Posts Tagged gout myths
Questions Being Raised About the Importance of Diet on Gout
Posted by Victor Konshin in Diet on August 27th, 2009
An article that will appear in the September Issue of the Journal of the American Dietetic Association calls into question the long held belief that those with gout need to maintain a “purine-restricted” diet. This article points out that some foods, such as some vegetables are very high in purines, yet research has consistently shown that consumption of these vegetables is strongly correlated with a reduction in uric acid levels and in gout attacks. Research has also shown that beer is strongly correlated with higher instances of gout even though modern beers often have very low levels of purines.
Although diet has long been assumed to be associated with hyperuricemia, this association remains to be verified. Studies that have reviewed the relationship of diet and hyperuricemia have found it to be a difficult and complex issue.
Is Febuxostat (Uloric®) Really Better Than Allopurinol?
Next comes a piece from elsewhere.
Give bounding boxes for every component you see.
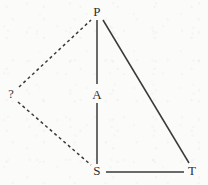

Posted by Victor Konshin in Gout Treatments on July 3rd, 2009
UK’s National Institute of Health and Clinical Excellence doesn’t think so. In December it issued guidance that the benefits febuxostat (sold in the US under the brand name Uloric®) have not been clearly demonstrated.
The argument is that the pharmaceutical companies tested febuxostat against a fixed dose of 300mg of allopurinol per day. Even though this is the way most doctors prescribe allopurinol, it is not the best way to use it according the expert “best practices” guidelines. The appropriate way is to adjust the dose of allopurinol until uric acid levels are lowered to below 6mg/dL (333µm/L). Allopurinol can safely be prescribed up to 900mg/day.
Because the pharmaceutical companies did not show that febuxostat was more effective than allopurinol when allopurinol is used this way, and because of the cost and other risks, they concluded that for most people it best to just stick with allopurinol.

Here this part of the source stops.